Sunday 27 May 2012

Back in the arena: "Barbaric Genius"


Barbaric Genius forms a brisk profile of John Healy, the Irish author of The Grass Arena - a major literary success at the turn of the 1990s, chronicling the author's time on the streets of London as a vagrant and alcoholic, his time in prison, and his subsequent rehabilitation, sparked by a growing interest in chess. There is evidence enough that Healy has lived the life: though the director, Paul Duane, meets up with the author just as The Grass Arena is set for reprint as a Penguin Modern Classic, the more telling material comes in the downtime, away from the promotional circuit. Here we find Healy either poring over manuscripts in his poky flat (proof that publication doesn't automatically guarantee you a place in the Hampstead hills) or pounding the streets of North London in the snow and drizzle, pointing out where he'd make his shelter for the night if he found himself homeless today. Clearly, the precariousness of the writer's former existence has stayed with him: the chess, yoga and meditation with which Healy now fills his days seem like a quest for stillness after all those years of vagrancy and throwing punches.
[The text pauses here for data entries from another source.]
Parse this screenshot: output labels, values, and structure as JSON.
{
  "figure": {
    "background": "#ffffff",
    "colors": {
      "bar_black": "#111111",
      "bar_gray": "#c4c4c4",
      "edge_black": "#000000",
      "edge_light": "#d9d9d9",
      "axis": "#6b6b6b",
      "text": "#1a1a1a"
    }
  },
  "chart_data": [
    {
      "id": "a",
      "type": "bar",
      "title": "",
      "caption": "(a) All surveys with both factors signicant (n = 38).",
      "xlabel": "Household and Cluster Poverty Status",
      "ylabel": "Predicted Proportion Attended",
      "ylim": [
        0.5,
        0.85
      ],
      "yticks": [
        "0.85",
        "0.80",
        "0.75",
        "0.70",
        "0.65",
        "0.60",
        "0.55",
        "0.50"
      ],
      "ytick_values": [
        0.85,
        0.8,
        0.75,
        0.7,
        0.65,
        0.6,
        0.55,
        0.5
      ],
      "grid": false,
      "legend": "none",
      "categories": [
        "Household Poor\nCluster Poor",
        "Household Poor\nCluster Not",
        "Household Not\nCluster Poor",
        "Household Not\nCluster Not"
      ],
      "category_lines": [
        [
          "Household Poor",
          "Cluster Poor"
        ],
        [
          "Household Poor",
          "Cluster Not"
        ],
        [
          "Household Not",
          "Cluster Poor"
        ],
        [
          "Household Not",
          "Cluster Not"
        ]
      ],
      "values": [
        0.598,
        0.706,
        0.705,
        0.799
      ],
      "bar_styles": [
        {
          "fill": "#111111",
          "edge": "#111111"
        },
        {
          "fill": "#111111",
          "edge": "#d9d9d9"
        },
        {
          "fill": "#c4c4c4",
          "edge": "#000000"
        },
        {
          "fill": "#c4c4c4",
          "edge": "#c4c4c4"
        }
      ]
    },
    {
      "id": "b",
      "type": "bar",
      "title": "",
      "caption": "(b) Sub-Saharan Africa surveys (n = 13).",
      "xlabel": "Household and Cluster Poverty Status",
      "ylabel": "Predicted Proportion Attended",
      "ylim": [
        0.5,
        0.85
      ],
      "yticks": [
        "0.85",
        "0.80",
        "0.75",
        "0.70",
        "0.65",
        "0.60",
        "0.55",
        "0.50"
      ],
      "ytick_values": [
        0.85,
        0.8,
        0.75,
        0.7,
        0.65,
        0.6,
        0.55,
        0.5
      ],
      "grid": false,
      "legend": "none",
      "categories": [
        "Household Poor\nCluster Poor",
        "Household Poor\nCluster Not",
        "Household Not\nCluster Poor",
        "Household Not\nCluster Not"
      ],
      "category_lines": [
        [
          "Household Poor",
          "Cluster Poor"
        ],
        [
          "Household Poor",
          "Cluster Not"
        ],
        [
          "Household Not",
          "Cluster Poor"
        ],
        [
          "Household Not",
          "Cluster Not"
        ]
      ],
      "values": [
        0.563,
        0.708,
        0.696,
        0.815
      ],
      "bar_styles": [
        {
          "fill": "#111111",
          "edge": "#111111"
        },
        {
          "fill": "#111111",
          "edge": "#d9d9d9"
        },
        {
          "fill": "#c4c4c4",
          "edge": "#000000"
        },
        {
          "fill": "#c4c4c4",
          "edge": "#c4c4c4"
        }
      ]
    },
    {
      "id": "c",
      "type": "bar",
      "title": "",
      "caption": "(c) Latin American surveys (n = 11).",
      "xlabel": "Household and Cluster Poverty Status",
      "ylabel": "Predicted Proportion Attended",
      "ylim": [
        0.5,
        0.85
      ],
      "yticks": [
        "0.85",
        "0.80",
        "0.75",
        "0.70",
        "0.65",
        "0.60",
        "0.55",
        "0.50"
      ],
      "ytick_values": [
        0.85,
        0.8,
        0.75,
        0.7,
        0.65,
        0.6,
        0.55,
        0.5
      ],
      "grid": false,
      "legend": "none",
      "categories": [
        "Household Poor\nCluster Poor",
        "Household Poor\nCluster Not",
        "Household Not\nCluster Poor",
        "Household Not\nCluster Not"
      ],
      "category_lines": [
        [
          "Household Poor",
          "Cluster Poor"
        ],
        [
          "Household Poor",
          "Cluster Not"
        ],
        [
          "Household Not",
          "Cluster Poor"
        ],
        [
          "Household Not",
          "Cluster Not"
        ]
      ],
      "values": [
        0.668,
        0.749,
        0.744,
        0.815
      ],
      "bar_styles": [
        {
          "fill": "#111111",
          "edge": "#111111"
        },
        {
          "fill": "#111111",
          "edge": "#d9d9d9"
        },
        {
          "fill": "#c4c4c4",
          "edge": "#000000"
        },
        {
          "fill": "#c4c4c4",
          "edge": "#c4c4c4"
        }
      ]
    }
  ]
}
Healy probably wouldn't describe himself as such, but he's a prickly, obsessive, innately compelling personality, one who prefers not to be filmed in cabs, because he reckons it sends out the wrong image, and more generally treats being in front of the camera as an experience akin to being interrogated, because he still can't entirely be sure he isn't being fitted up. Duane adopts an understandably respectful line of inquiry: an early montage of outtakes and off-camera remarks reveals just how unwilling Healy was to go into certain aspects of his life. Yet the light, playful sparring between filmmaker and subject generates sudden flurries of information, gobbets of interest: on the appeal of chess among old lags (that it's a formalised variant of breaking-and-entering, and you have all the time you have left to serve in which to master it), the deleterious effects of alcoholism, and - most fascinatingly - on the clash of personalities that ended Healy's relationship with his first publishers Faber & Faber. Barbaric Genius gets to this material late in the day, but it goes to the snobbishness and social prejudice that still exists at the heart of the London literary scene; the film is a piquant reminder of a figure first cheered by the establishment for who he was, then cursed and cast out for the very same thing.

Barbaric Genius is on selected release.